┌──

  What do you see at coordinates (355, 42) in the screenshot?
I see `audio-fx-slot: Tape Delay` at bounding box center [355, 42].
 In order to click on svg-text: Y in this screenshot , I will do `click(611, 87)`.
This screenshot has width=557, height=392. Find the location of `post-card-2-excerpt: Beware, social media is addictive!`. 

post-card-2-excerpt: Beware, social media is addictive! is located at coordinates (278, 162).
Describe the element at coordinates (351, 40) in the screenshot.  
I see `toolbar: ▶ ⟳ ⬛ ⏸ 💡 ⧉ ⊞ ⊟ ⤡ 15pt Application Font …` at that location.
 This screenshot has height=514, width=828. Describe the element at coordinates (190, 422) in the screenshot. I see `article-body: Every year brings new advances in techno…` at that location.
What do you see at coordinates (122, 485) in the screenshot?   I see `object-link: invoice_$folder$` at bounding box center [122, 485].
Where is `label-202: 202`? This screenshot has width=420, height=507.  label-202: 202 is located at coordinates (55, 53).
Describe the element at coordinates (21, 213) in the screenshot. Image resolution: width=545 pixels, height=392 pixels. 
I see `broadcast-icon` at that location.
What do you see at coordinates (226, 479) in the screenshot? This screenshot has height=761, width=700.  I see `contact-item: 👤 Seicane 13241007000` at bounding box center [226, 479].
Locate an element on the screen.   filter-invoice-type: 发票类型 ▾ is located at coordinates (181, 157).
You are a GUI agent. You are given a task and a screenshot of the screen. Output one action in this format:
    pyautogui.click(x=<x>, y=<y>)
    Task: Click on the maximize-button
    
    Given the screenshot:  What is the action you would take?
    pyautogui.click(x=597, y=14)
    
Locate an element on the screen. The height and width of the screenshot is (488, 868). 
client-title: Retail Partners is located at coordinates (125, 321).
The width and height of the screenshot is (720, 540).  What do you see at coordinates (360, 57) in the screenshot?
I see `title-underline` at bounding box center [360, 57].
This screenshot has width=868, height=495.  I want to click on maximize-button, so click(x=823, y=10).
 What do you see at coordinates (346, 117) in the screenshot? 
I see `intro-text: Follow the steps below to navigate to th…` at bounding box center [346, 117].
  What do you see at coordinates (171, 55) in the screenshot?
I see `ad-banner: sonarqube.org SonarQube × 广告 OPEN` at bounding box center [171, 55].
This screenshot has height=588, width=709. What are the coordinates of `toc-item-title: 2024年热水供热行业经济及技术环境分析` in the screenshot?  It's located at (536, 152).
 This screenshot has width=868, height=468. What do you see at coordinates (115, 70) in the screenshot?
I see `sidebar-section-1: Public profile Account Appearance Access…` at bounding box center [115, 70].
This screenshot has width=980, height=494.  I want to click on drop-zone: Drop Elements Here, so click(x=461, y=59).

└──

EXERCISE AIM: Exactly the lines from the one containing "The width and" to the final line of the data, both included, should be printed, and nothing more.

ANSWER BOX:
The width and height of the screenshot is (720, 540).  What do you see at coordinates (360, 57) in the screenshot?
I see `title-underline` at bounding box center [360, 57].
This screenshot has width=868, height=495.  I want to click on maximize-button, so click(x=823, y=10).
 What do you see at coordinates (346, 117) in the screenshot? 
I see `intro-text: Follow the steps below to navigate to th…` at bounding box center [346, 117].
  What do you see at coordinates (171, 55) in the screenshot?
I see `ad-banner: sonarqube.org SonarQube × 广告 OPEN` at bounding box center [171, 55].
This screenshot has height=588, width=709. What are the coordinates of `toc-item-title: 2024年热水供热行业经济及技术环境分析` in the screenshot?  It's located at (536, 152).
 This screenshot has width=868, height=468. What do you see at coordinates (115, 70) in the screenshot?
I see `sidebar-section-1: Public profile Account Appearance Access…` at bounding box center [115, 70].
This screenshot has width=980, height=494.  I want to click on drop-zone: Drop Elements Here, so click(x=461, y=59).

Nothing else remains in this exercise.